Drawing of wind tunnel
In this beautiful cutaway drawing from Ford AG's descriptive booklet on the Koln-Merkenich facility, you can see the details of the wind tunnel. Notice that it's essentially a closed, rectangular doughnut completely enclosing the moving air. The enormous turbine (the blue vaned "torpedo" in the upper left) draws air across the test region (the little red car) and then circulates it clockwise through a parallel plenum to cycle it repeatedly through the chamber.Scorpio in wind tunnel Of course, if instead it had simply sucked air in through one end of the building and exhausted it through the other end, the designers might have drawn in enough bugs to learn why they skoosh themselves so semi-permanently on my hood. (The bugs, not the designers....)

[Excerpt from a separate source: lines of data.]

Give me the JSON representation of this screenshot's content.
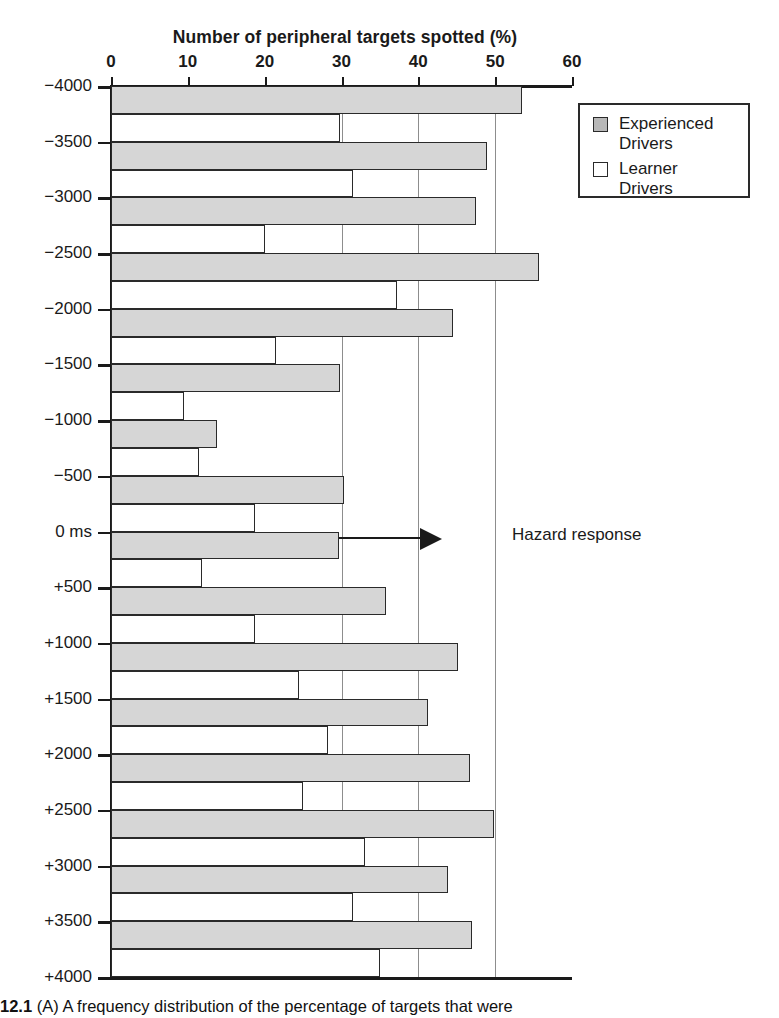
{
  "chart_data": {
    "type": "bar",
    "orientation": "horizontal-grouped",
    "title": "Number of peripheral targets spotted (%)",
    "xlabel": "Number of peripheral targets spotted (%)",
    "ylabel": "",
    "xlim": [
      0,
      60
    ],
    "xticks": [
      0,
      10,
      20,
      30,
      40,
      50,
      60
    ],
    "xtick_labels": [
      "0",
      "10",
      "20",
      "30",
      "40",
      "50",
      "60"
    ],
    "ylim": [
      -4000,
      4000
    ],
    "yticks": [
      -4000,
      -3500,
      -3000,
      -2500,
      -2000,
      -1500,
      -1000,
      -500,
      0,
      500,
      1000,
      1500,
      2000,
      2500,
      3000,
      3500,
      4000
    ],
    "ytick_labels": [
      "−4000",
      "−3500",
      "−3000",
      "−2500",
      "−2000",
      "−1500",
      "−1000",
      "−500",
      "0 ms",
      "+500",
      "+1000",
      "+1500",
      "+2000",
      "+2500",
      "+3000",
      "+3500",
      "+4000"
    ],
    "grid": true,
    "gridlines_x": [
      30,
      40,
      50
    ],
    "legend_position": "top-right",
    "categories": [
      "−4000",
      "−3500",
      "−3000",
      "−2500",
      "−2000",
      "−1500",
      "−1000",
      "−500",
      "0 ms",
      "+500",
      "+1000",
      "+1500",
      "+2000",
      "+2500",
      "+3000",
      "+3500"
    ],
    "series": [
      {
        "name": "Experienced Drivers",
        "color": "#d6d6d6",
        "values": [
          53.5,
          49.0,
          47.5,
          55.7,
          44.5,
          29.8,
          13.8,
          30.3,
          29.7,
          35.8,
          45.2,
          41.2,
          46.7,
          49.8,
          43.8,
          47.0
        ]
      },
      {
        "name": "Learner Drivers",
        "color": "#ffffff",
        "values": [
          29.8,
          31.5,
          20.0,
          37.2,
          21.5,
          9.5,
          11.5,
          18.7,
          11.8,
          18.8,
          24.5,
          28.2,
          25.0,
          33.0,
          31.5,
          35.0
        ]
      }
    ],
    "annotations": [
      {
        "text": "Hazard response",
        "points_to_y": "0 ms",
        "arrow": "right"
      }
    ]
  },
  "chart": {
    "title": "Number of peripheral targets spotted (%)"
  },
  "legend": {
    "items": [
      {
        "label_line1": "Experienced",
        "label_line2": "Drivers",
        "swatch": "gray-swatch"
      },
      {
        "label_line1": "Learner",
        "label_line2": "Drivers",
        "swatch": "white-swatch"
      }
    ]
  },
  "annotation": {
    "hazard_label": "Hazard response"
  },
  "caption": {
    "figure_number": "12.1",
    "text": "(A) A frequency distribution of the percentage of targets that were"
  }
}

Notice also in the large drawing the inwardly contoured ceiling that reduces the chamber's cross-section just upwind of the test region; this creates a Venturi effect that accelerates the airflow across the car.

Designer at CAD terminalFinally, notice that the car sits on a robotic platform that enables the engineers to position it at any attitude with respect to the wind.

And I think it's marvelous that - with all of this technology - some junior engineer still has to stand inside the chamber and blow smoke through a wand to make the slipstream visible. I wonder whom he had to offend to get that assignment. Perhaps he's the fellow who lost the World Cup for Germany?